By Ju-min Park
SEOUL (Reuters) - The woman at the centre of a South Korean political scandal begged forgiveness on Monday as she arrived to meet prosecutors investigating allegations she used her friendship with President Park Geun-hye to influence state affairs and gain benefits.
Choi Soon-sil, wearing a hat and scarf and covering her face with her hand, pushed her way through a scrum of journalists and protesters demanding her arrest and Park's resignation, losing a shoe in the melee, to enter the prosecution building in Seoul.
"I committed a crime I deserve to die for," said Choi, according to pool reporters who followed her into the building, using a Korean expression to convey deep remorse.
"Please forgive me."
Choi returned to South Korea early on Sunday from Germany, where she had been staying, and was ready to answer prosecutors' questions, her lawyer said earlier.
She had been under intense pressure to return as the political crisis engulfed Park over allegations that she allowed Choi to use her friendship to exert improper influence and reap benefits.
Thousands of South Koreans rallied on Saturday seeking Park's resignation over the scandal. They said Park betrayed public trust and mismanaged the government, and had lost a mandate to lead.
Opposition parties have demanded a thorough investigation but have not raised the possibility of impeaching the president.
Park is in the fourth year of a five-year term and the crisis threatens to complicate policymaking during the lame-duck period that typically sets in toward the end of South Korea's single-term presidency.
RESIGNATIONS
In response to the scandal, eight of Park's aides including her chief of staff and three advisers who tightly controlled access to her, have stepped down, her office said on Sunday.
Choi's lawyer, asked if she was admitting guilt by asking for forgiveness, said she was just expressing her feelings, not stating a legal position.
"It wouldn't be right to take it as any kind of legal statement," the lawyer, Lee Kyung-jae, told reporters outside the prosecutors' office.
Park apologised last week for giving her friend access to draft speeches during the first months of her presidency but it did little to deflect demands that the president reveal the full nature of her ties with Choi and whether she enjoyed favours because of her friendship with the president.
Park, the daughter of a former president, Park Chung-hee, said she had consulted Choi with good intentions and Choi was someone "who gave me help when I was going through a difficult time".
Choi, in her first comments after weeks of reports about her ties with Park, told a newspaper last week she did get drafts of Park's speeches after Park's election victory but denied she had access to other official material, or that she influenced state affairs or benefited financially.
Choi's lawyer said she was in poor health and may be suffering from a heart condition, which he would discuss with prosecutors.
An unidentified man was taken into custody after dumping a container of what appeared to be animal dung at the door of the prosecutors' office after Choi went in, demanding that prosecutors undertake a proper investigation.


#### [PROBLEM REQUIREMENTS]
Would you copy the records exactly, leaving the pictures out?

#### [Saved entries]
*** Block opens ***

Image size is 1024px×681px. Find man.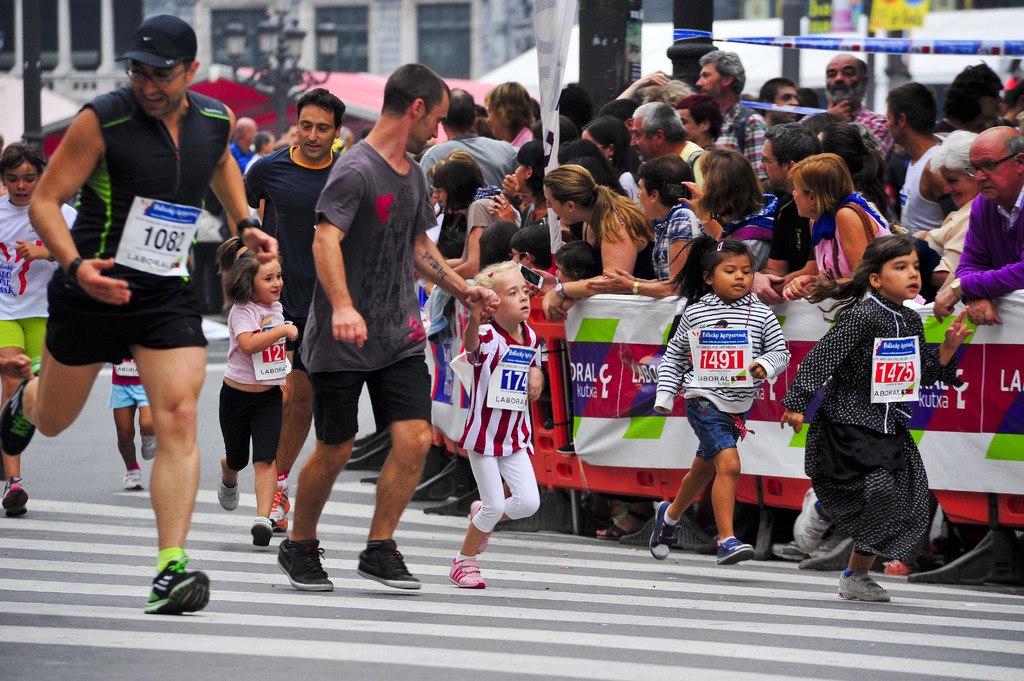
BBox(884, 79, 977, 276).
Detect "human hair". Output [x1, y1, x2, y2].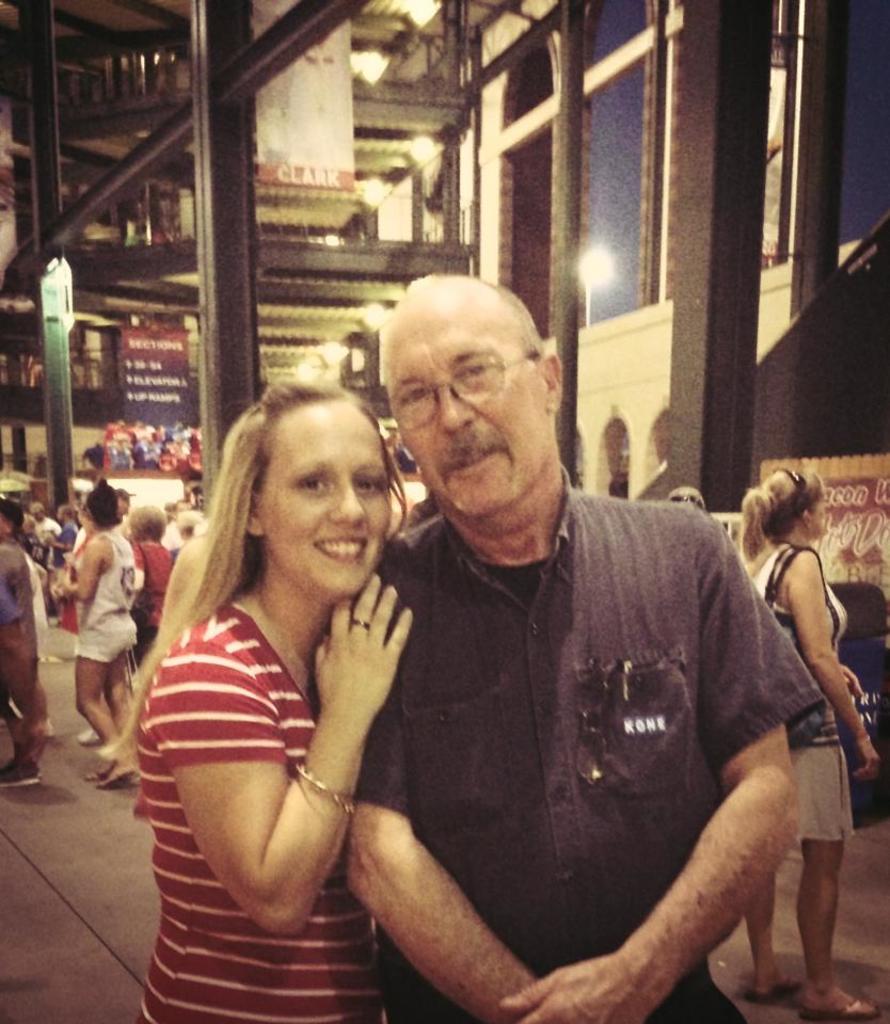
[126, 497, 163, 537].
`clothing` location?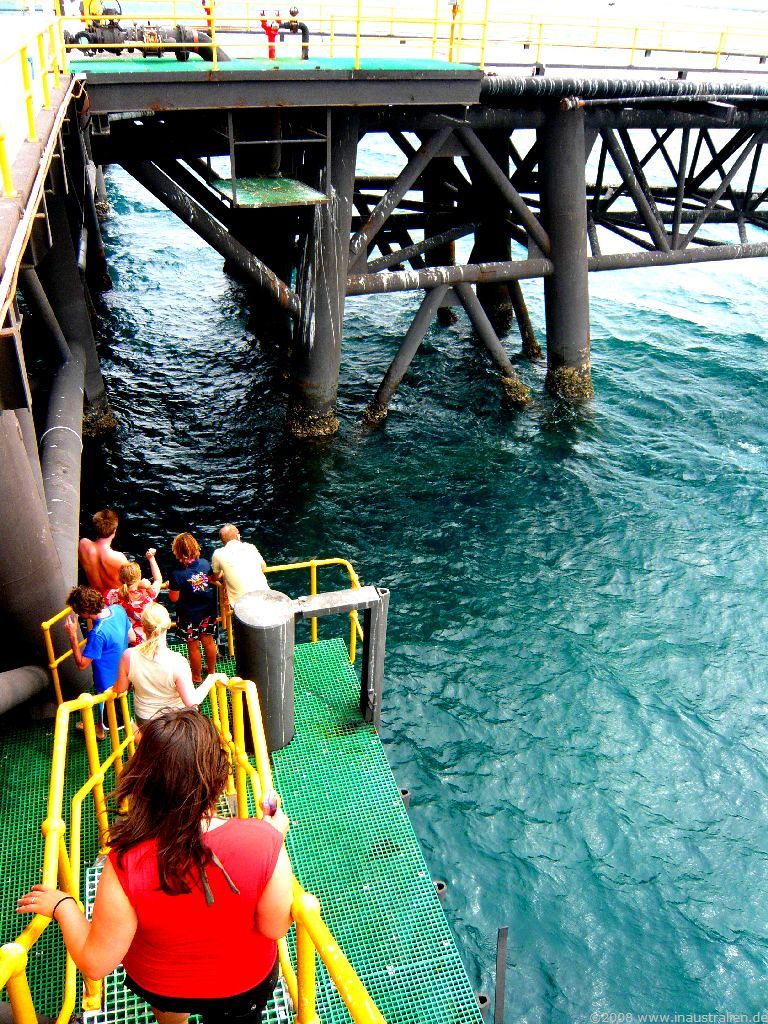
124, 647, 197, 722
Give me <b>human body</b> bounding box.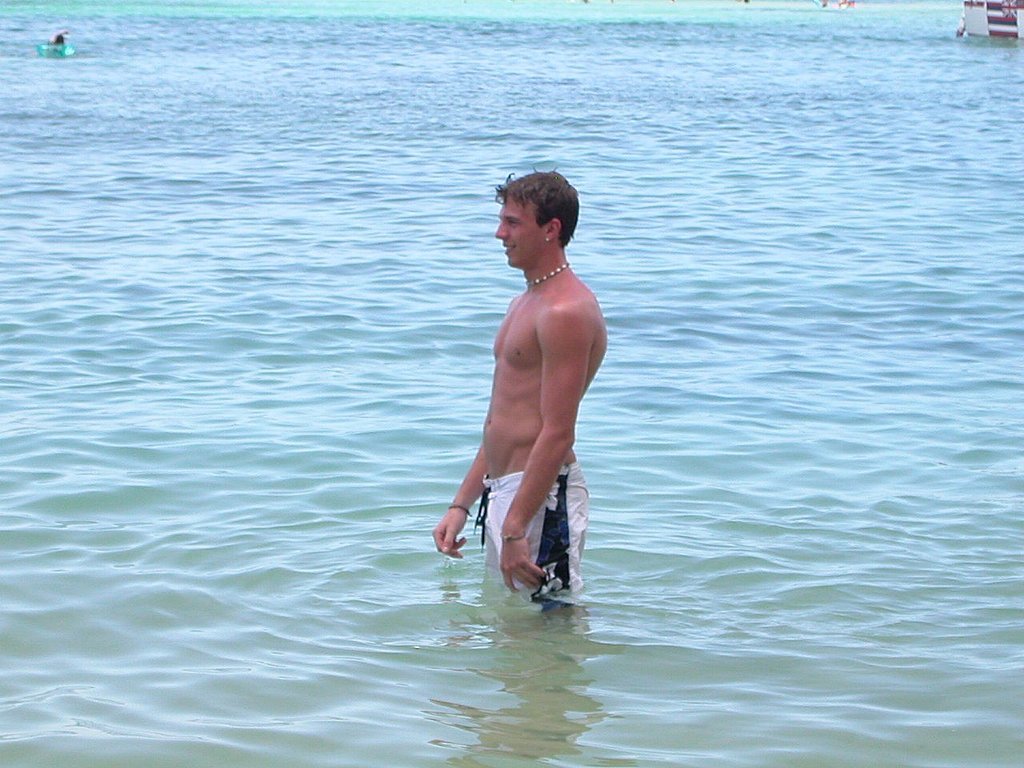
<box>433,205,609,631</box>.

*** Block closes ***

#### [FINISHED TASK]
Image size is 1024px×681px. Find man.
BBox(884, 79, 977, 276).
Detect "human hair". Output [x1, y1, x2, y2].
[126, 497, 163, 537].
`clothing` location?
124, 647, 197, 722
Give me <b>human body</b> bounding box.
<box>433,205,609,631</box>.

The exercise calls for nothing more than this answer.